While it’s absolutely useless from a reasonable point of view, I suppose that the fact of seeing the computer react to the way it is moved is what impresses people. It give a whole new feel of interactivity to the machine. While playing around with it, Dan’s flatmate asked whether this could also be used to control iTunes. I.e. when you hear a song that upsets you, you should just be able to slap the computer to make it skip to the next track. I thought that was a very cool idea. And so I put Steffen’s code into a separate app doing just that.

It’s not very pretty to look at consists mostly of code that I nicked from Steffen’s Quartz Composer project which enhanced what had been done by Christian Klein and Pall Thayer to work with current editions of the *Books. So it’s not much, but after all these disclaimers you might still enjoy it. Update: SkipTunes has been seriously updated over time and is now called Skip Checker.

November 6, 2005, 1:42

Tagged as earthlingsoft, Skip Checker, sudden motion sensor.

Comments

Comment by Sören Kuklau: User icon

Sadly, MacOrama reports that the Sudden Motion Sensor is no longer an open API in 10.4.3. Someone at Apple either is lacking humor, or determined that it was too risky and unstable at this point (liabilities?).

November 6, 2005, 4:47

Comment by ssp: User icon

Our toys do work in X.4.3. I can’t say much about the ‘competence’ of Mac websites.

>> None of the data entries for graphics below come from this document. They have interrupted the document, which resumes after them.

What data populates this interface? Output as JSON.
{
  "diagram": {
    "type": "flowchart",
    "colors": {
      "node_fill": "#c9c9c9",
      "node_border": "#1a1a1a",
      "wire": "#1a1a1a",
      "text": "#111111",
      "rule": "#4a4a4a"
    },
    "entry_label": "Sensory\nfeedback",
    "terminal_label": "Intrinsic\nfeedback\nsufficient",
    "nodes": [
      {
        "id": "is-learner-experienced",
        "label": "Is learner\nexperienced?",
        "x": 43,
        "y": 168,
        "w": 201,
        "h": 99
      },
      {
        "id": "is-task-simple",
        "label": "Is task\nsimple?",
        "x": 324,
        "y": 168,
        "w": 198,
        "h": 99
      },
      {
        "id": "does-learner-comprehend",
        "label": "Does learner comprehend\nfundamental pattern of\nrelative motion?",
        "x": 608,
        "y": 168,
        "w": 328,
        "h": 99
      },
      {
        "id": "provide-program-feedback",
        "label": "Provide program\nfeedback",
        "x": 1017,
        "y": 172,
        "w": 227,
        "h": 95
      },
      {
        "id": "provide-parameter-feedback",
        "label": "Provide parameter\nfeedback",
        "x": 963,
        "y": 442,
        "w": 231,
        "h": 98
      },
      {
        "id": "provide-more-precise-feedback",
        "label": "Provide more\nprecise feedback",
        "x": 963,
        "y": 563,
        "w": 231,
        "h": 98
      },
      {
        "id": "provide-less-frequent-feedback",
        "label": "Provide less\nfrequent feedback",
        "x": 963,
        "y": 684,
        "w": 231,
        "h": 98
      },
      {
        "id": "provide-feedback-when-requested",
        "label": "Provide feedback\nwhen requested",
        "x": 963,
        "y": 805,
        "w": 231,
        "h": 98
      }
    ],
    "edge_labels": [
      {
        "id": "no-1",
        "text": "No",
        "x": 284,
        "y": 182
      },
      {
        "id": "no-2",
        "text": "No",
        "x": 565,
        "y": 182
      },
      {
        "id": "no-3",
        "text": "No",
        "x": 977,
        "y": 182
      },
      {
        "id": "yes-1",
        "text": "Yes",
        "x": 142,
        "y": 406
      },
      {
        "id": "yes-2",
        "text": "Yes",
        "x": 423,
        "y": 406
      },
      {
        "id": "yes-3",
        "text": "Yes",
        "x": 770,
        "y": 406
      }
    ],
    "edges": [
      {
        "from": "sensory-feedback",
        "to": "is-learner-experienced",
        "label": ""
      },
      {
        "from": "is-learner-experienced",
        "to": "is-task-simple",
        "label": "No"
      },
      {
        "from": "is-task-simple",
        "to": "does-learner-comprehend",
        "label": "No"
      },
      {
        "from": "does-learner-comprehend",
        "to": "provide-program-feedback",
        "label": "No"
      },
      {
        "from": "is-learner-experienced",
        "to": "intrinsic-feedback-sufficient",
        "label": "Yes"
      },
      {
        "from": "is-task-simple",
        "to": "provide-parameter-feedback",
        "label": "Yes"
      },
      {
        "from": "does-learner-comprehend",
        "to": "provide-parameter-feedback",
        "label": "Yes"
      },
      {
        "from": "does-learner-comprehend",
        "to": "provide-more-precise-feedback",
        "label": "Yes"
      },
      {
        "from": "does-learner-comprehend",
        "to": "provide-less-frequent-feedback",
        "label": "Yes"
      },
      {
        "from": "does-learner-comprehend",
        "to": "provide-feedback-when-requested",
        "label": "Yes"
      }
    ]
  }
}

But the link suggests that they may already fail at reading things when interpreting a ‘not available for public use’ statement as a ‘we closed the API’ not.

I doubt that the SMS stuff has ever had an ‘open’ API, we’re just grabbing the numbers. There has been some renaming of the hardware in newer machines, which broke Singh’s applications on the latest revision of i- and PowerBooks. I’m pretty sure he could fix that within a few minutes if he was inclined to do so.

November 6, 2005, 13:32

Comment by Paul Mison: User icon

I’m sure I must have mentioned bumptunes on the spool when it came out, but then SkipTunes wins points for being a standalone app.

November 7, 2005, 11:11

Comment by ssp: User icon

Paul, I must’ve missed that… probably because it was in a time before I had a computer with a SMS myself… which made me ignore that topic to avoid me wanting toys I don’t need.

Somehow the tools provided by the kernelthread guy don’t seem to work on the latest generation of *Books. I haven’t had access to older ones, but as far as I can tell that should be due to some renaming of the hardware components. That’s why we tried to come up with (i.e. steal together) our own solution for this in the first place.